• AVAILABLE RECORDS:

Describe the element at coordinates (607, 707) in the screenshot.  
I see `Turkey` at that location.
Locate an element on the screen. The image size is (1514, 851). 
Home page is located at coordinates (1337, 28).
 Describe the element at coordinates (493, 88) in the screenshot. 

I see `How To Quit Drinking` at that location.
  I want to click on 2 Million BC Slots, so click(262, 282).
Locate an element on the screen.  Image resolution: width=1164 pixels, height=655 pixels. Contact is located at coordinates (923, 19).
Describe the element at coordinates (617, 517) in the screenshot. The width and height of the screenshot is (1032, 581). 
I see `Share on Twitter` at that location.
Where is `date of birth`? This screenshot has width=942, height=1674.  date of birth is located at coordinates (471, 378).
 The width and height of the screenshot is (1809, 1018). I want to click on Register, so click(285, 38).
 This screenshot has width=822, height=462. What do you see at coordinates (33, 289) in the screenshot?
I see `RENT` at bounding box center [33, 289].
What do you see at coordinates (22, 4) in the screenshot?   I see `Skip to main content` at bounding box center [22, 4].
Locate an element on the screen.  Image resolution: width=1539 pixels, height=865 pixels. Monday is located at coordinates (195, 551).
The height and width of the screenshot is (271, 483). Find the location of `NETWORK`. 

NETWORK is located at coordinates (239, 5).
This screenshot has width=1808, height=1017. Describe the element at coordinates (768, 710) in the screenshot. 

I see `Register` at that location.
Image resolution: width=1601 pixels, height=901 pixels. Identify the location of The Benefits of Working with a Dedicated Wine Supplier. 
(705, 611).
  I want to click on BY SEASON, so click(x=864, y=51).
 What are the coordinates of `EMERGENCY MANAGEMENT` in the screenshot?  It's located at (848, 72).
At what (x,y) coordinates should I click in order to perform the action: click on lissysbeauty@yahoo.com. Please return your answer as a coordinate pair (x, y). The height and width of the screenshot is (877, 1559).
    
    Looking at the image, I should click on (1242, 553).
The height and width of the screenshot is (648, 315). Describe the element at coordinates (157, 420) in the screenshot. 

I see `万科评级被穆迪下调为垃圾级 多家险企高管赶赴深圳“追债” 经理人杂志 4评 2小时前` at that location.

• AIM OF THE EXERCISE: All lines from the one containing "The height and width of the screenshot is (271, 483)." to the end of the records, both ends included, should be printed exactly and on their own.

• ANSWER:
The height and width of the screenshot is (271, 483). Find the location of `NETWORK`. 

NETWORK is located at coordinates (239, 5).
This screenshot has width=1808, height=1017. Describe the element at coordinates (768, 710) in the screenshot. 

I see `Register` at that location.
Image resolution: width=1601 pixels, height=901 pixels. Identify the location of The Benefits of Working with a Dedicated Wine Supplier. 
(705, 611).
  I want to click on BY SEASON, so click(x=864, y=51).
 What are the coordinates of `EMERGENCY MANAGEMENT` in the screenshot?  It's located at (848, 72).
At what (x,y) coordinates should I click in order to perform the action: click on lissysbeauty@yahoo.com. Please return your answer as a coordinate pair (x, y). The height and width of the screenshot is (877, 1559).
    
    Looking at the image, I should click on (1242, 553).
The height and width of the screenshot is (648, 315). Describe the element at coordinates (157, 420) in the screenshot. 

I see `万科评级被穆迪下调为垃圾级 多家险企高管赶赴深圳“追债” 经理人杂志 4评 2小时前` at that location.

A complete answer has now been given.